Lucien stood among them, unmoving. He did not offer. He did not bow. His silence was his rebellion.

But as the ritual stretched on, he noticed the mark on his palm throb faintly, resonating with the lantern's light. No one else seemed to notice. No one but him.

And in that moment, he realized: whatever the Syndicate thought they had forced upon him, it was not what they believed. His path was diverging already, and the danger of being discovered grew sharper each day.

---

Reflections

Later, alone in his assigned quarters, Lucien sat by the dim glow of a candle. His thoughts wandered—not just to the Syndicate, but beyond.
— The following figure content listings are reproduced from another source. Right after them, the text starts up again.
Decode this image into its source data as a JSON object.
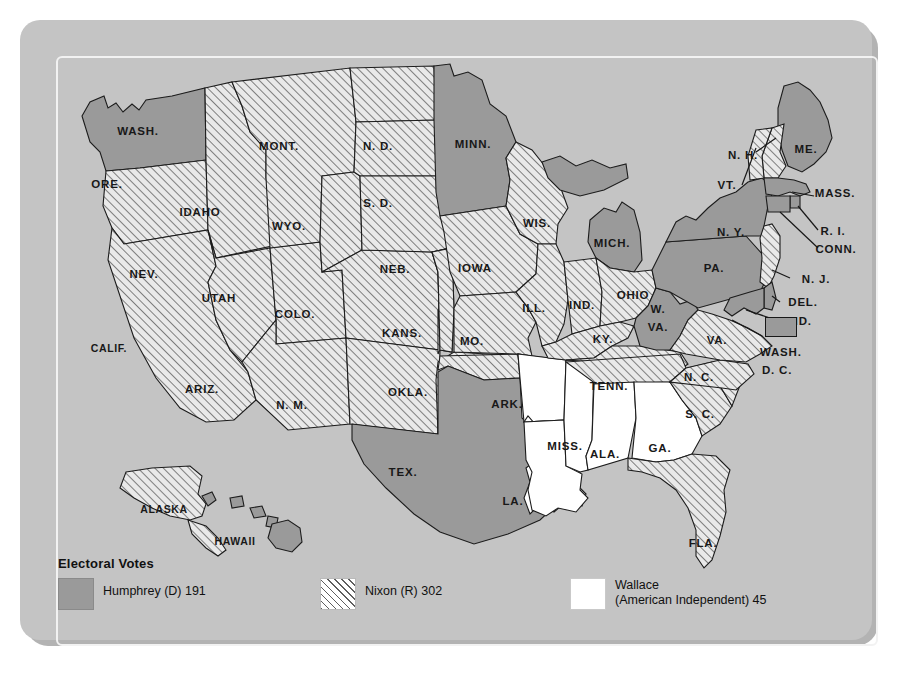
{
  "figure": {
    "kind": "choropleth-map",
    "background_color": "#c4c4c4",
    "panel_border_color": "#f2f2f2"
  },
  "legend": {
    "title": "Electoral Votes",
    "items": [
      {
        "key": "humphrey",
        "pattern": "solid-gray",
        "swatch_color": "#9a9a9a",
        "label_line1": "Humphrey (D) 191",
        "label_line2": "",
        "votes": 191,
        "candidate": "Humphrey",
        "party": "D"
      },
      {
        "key": "nixon",
        "pattern": "diagonal-hatch",
        "swatch_color": "#ffffff",
        "label_line1": "Nixon (R) 302",
        "label_line2": "",
        "votes": 302,
        "candidate": "Nixon",
        "party": "R"
      },
      {
        "key": "wallace",
        "pattern": "white",
        "swatch_color": "#ffffff",
        "label_line1": "Wallace",
        "label_line2": "(American Independent) 45",
        "votes": 45,
        "candidate": "Wallace",
        "party": "American Independent"
      }
    ]
  },
  "map": {
    "dc_callout": {
      "label_line1": "WASH.",
      "label_line2": "D. C.",
      "pattern": "solid-gray"
    },
    "states": [
      {
        "code": "WASH.",
        "label": "WASH.",
        "winner": "humphrey",
        "lx": 118,
        "ly": 111
      },
      {
        "code": "ORE.",
        "label": "ORE.",
        "winner": "nixon",
        "lx": 87,
        "ly": 164
      },
      {
        "code": "CALIF.",
        "label": "CALIF.",
        "winner": "nixon",
        "lx": 89,
        "ly": 328
      },
      {
        "code": "IDAHO",
        "label": "IDAHO",
        "winner": "nixon",
        "lx": 180,
        "ly": 192
      },
      {
        "code": "NEV.",
        "label": "NEV.",
        "winner": "nixon",
        "lx": 124,
        "ly": 254
      },
      {
        "code": "UTAH",
        "label": "UTAH",
        "winner": "nixon",
        "lx": 199,
        "ly": 278
      },
      {
        "code": "ARIZ.",
        "label": "ARIZ.",
        "winner": "nixon",
        "lx": 182,
        "ly": 369
      },
      {
        "code": "MONT.",
        "label": "MONT.",
        "winner": "nixon",
        "lx": 259,
        "ly": 126
      },
      {
        "code": "WYO.",
        "label": "WYO.",
        "winner": "nixon",
        "lx": 269,
        "ly": 206
      },
      {
        "code": "COLO.",
        "label": "COLO.",
        "winner": "nixon",
        "lx": 275,
        "ly": 294
      },
      {
        "code": "N. M.",
        "label": "N. M.",
        "winner": "nixon",
        "lx": 272,
        "ly": 385
      },
      {
        "code": "N. D.",
        "label": "N. D.",
        "winner": "nixon",
        "lx": 358,
        "ly": 126
      },
      {
        "code": "S. D.",
        "label": "S. D.",
        "winner": "nixon",
        "lx": 358,
        "ly": 183
      },
      {
        "code": "NEB.",
        "label": "NEB.",
        "winner": "nixon",
        "lx": 375,
        "ly": 249
      },
      {
        "code": "KANS.",
        "label": "KANS.",
        "winner": "nixon",
        "lx": 382,
        "ly": 313
      },
      {
        "code": "OKLA.",
        "label": "OKLA.",
        "winner": "nixon",
        "lx": 388,
        "ly": 372
      },
      {
        "code": "TEX.",
        "label": "TEX.",
        "winner": "humphrey",
        "lx": 383,
        "ly": 452
      },
      {
        "code": "MINN.",
        "label": "MINN.",
        "winner": "humphrey",
        "lx": 453,
        "ly": 124
      },
      {
        "code": "IOWA",
        "label": "IOWA",
        "winner": "nixon",
        "lx": 455,
        "ly": 248
      },
      {
        "code": "MO.",
        "label": "MO.",
        "winner": "nixon",
        "lx": 452,
        "ly": 321
      },
      {
        "code": "ARK.",
        "label": "ARK.",
        "winner": "wallace",
        "lx": 487,
        "ly": 384
      },
      {
        "code": "LA.",
        "label": "LA.",
        "winner": "wallace",
        "lx": 493,
        "ly": 481
      },
      {
        "code": "WIS.",
        "label": "WIS.",
        "winner": "nixon",
        "lx": 517,
        "ly": 203
      },
      {
        "code": "ILL.",
        "label": "ILL.",
        "winner": "nixon",
        "lx": 514,
        "ly": 288
      },
      {
        "code": "MISS.",
        "label": "MISS.",
        "winner": "wallace",
        "lx": 545,
        "ly": 426
      },
      {
        "code": "IND.",
        "label": "IND.",
        "winner": "nixon",
        "lx": 562,
        "ly": 285
      },
      {
        "code": "MICH.",
        "label": "MICH.",
        "winner": "humphrey",
        "lx": 592,
        "ly": 223
      },
      {
        "code": "OHIO",
        "label": "OHIO",
        "winner": "nixon",
        "lx": 613,
        "ly": 275
      },
      {
        "code": "KY.",
        "label": "KY.",
        "winner": "nixon",
        "lx": 583,
        "ly": 319
      },
      {
        "code": "TENN.",
        "label": "TENN.",
        "winner": "nixon",
        "lx": 589,
        "ly": 366
      },
      {
        "code": "ALA.",
        "label": "ALA.",
        "winner": "wallace",
        "lx": 585,
        "ly": 434
      },
      {
        "code": "GA.",
        "label": "GA.",
        "winner": "wallace",
        "lx": 640,
        "ly": 428
      },
      {
        "code": "FLA.",
        "label": "FLA.",
        "winner": "nixon",
        "lx": 683,
        "ly": 523
      },
      {
        "code": "S. C.",
        "label": "S. C.",
        "winner": "nixon",
        "lx": 680,
        "ly": 394
      },
      {
        "code": "N. C.",
        "label": "N. C.",
        "winner": "nixon",
        "lx": 679,
        "ly": 357
      },
      {
        "code": "W. VA.",
        "label": "W.",
        "label2": "VA.",
        "winner": "humphrey",
        "lx": 638,
        "ly": 298
      },
      {
        "code": "VA.",
        "label": "VA.",
        "winner": "nixon",
        "lx": 697,
        "ly": 320
      },
      {
        "code": "PA.",
        "label": "PA.",
        "winner": "humphrey",
        "lx": 694,
        "ly": 248
      },
      {
        "code": "N. Y.",
        "label": "N. Y.",
        "winner": "humphrey",
        "lx": 711,
        "ly": 212
      },
      {
        "code": "ME.",
        "label": "ME.",
        "winner": "humphrey",
        "lx": 786,
        "ly": 129
      },
      {
        "code": "N. H.",
        "label": "N. H.",
        "winner": "nixon",
        "lx": 723,
        "ly": 135
      },
      {
        "code": "VT.",
        "label": "VT.",
        "winner": "nixon",
        "lx": 707,
        "ly": 165
      },
      {
        "code": "MASS.",
        "label": "MASS.",
        "winner": "humphrey",
        "lx": 815,
        "ly": 173
      },
      {
        "code": "R. I.",
        "label": "R. I.",
        "winner": "humphrey",
        "lx": 813,
        "ly": 211
      },
      {
        "code": "CONN.",
        "label": "CONN.",
        "winner": "humphrey",
        "lx": 816,
        "ly": 229
      },
      {
        "code": "N. J.",
        "label": "N. J.",
        "winner": "nixon",
        "lx": 796,
        "ly": 259
      },
      {
        "code": "DEL.",
        "label": "DEL.",
        "winner": "humphrey",
        "lx": 783,
        "ly": 282
      },
      {
        "code": "MD.",
        "label": "MD.",
        "winner": "humphrey",
        "lx": 780,
        "ly": 301
      },
      {
        "code": "ALASKA",
        "label": "ALASKA",
        "winner": "nixon",
        "lx": 144,
        "ly": 489
      },
      {
        "code": "HAWAII",
        "label": "HAWAII",
        "winner": "humphrey",
        "lx": 215,
        "ly": 521
      }
    ]
  }
}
His mother. Did she still search for him in the other world? Or had she already begun to forget, as the glitches had consumed his place in that reality? He could no longer be sure. His existence there felt like a fading dream.

Here, though—here he was solid. The stone walls were cold beneath his fingers. The mark on his palm burned like a brand. The Syndicate's whispers pressed against him like a tide.

Which world is real? he asked himself. And if both are real… which one will claim me in the end?

The candle sputtered, its flame bending as though bowing to an unseen wind.

Lucien blew it out and lay in the darkness, listening to the whispers of the Lanterns until sleep finally claimed him.